In another key event, even though we know pretty much what’s happening, the manner of telling makes it both dramatic and mysterious. A dispute between Daniel and his partner Sherry (Emyri Crutchfield) is just beginning to turn nasty when Youmans interrupts the action with a series of abrupt cuts punctuated with holds on black. It’s a similar effect, in visual terms, to another violent episode earlier in the film, remembered in voiceover by Helen; again, we can certainly understand its import, although she tells it in brief disconnected fragments for us to piece together.

What we see in the film is often at odds with what the voiceovers reveal. There’s an extraordinary moment when the sound of the church’s gospel choir is replaced by the Pastor’s inner monologue, at first just a gruff, inchoate muttering; he voices his despair and weariness (“These young people don’t believe a goddam word I’m preaching”), then vents his intolerance at a world he can’t understand, bemoaning boys “wearing dresses when they got a penis between their legs.” Pastor Tillman is a role that could easily have come across as a simplistic contradiction—righteousness in the pulpit, spiritual rot in the heart. But Wendell Pierce brings the role alive partly through his voice—the resounding boom of Tillman’s serious, considered sermons, contrasting with the deep, self-pitying rasp of his monologue—and partly though his physical presence, the patriarchal weight of the severe churchman, neatly dressed like a successful entrepreneur, as if embodying the very appeal of the worldliness he’s denouncing.

Youmans isn’t a showy director, but he appreciates stylistic effect and is able to make it feel organic, low-key, organic: close-ups at table height on Jeremiah, a wide angle stretching the space as Helen and Daniel sit talking. One of his inspirations, he has said, is early Terrence Malick, although you don’t sense it that much. There’s definitely a rural poetry in the opening shots of cane fields, smoke rolling off them in the distance, with gorgeous clouds overhead and a sprinkling of lens flare in the air. These images are beautiful, but the keynote is austerity, as it in throughout. There’s certainly no hint of Malickian mysticism: despite the film’s overt theological content, in the form of sermons, this is very much a drama of worldly experience.
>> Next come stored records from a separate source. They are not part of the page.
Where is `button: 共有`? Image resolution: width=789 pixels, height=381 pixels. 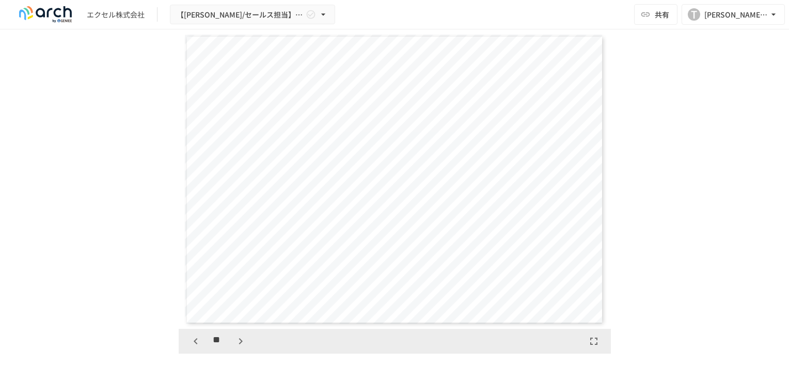
button: 共有 is located at coordinates (656, 14).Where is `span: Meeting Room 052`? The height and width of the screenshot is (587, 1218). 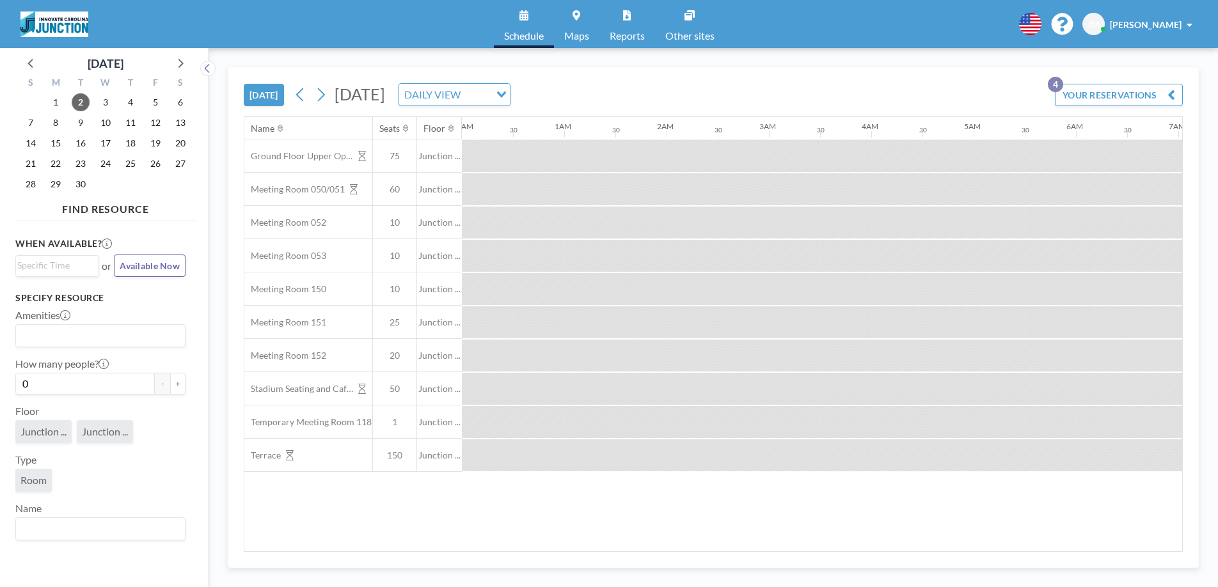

In fact, Youmans’s stylistic signature lies as much in sound as images: TV and radio sound fill the background, in snatches of muffled commercials and sitcoms. He favors decidedly non-current music: that 1930s Johnson song about hot tamales, and the extraordinary “Black Christ of the Andes,” a 1964 religious choral piece by the jazz composer and pianist Mary Lou Williams, its voices swooping eerily in and out of the air, accompanying lights through rain on a car windshield.

In some ways, the style Youmans develops here is as much literary as strictly filmic: the fragmentary narrative has the flavor of super-spare modernist storytelling, of an era contemporary with Robert Johnson himself. Helen’s opening monologue about tending to her dog has the pared-down precision of the modern American short story tradition. It is still taken as gospel in some quarters that voiceover in cinema is a form of cheating, a willful neglect of the imperative to show. But pushing it to the forefront, as Youmans does, is to endorse its value wholeheartedly; while he uses interior monologue to take us right inside a character, he also uses visual language to pull us back and remind us that we don’t know that much after all. The film ends on an image of a character silhouetted on a window blind—a nod to artist Kara Walker’s cut-out figures?—followed by a single decisive sound. We think we know what’s going on, but we don’t—not that clearly. Burning Cane is a film that oscillates tantalizingly between an occasional obviousness or at least familiarity—the poverty/alcohol equation, the preacher’s hypocrisy—and a teasing obscurity. Of a certain key event that we never see, someone remembers: “That’s when things got blurry.” It’s the blurriness of Burning Cane—alongside its confident sharpness—that makes it so distinctive.


Jonathan Romney is a contributing editor to Film Comment and writes the Film of the Week column. He is a member of the London Film Critics Circle.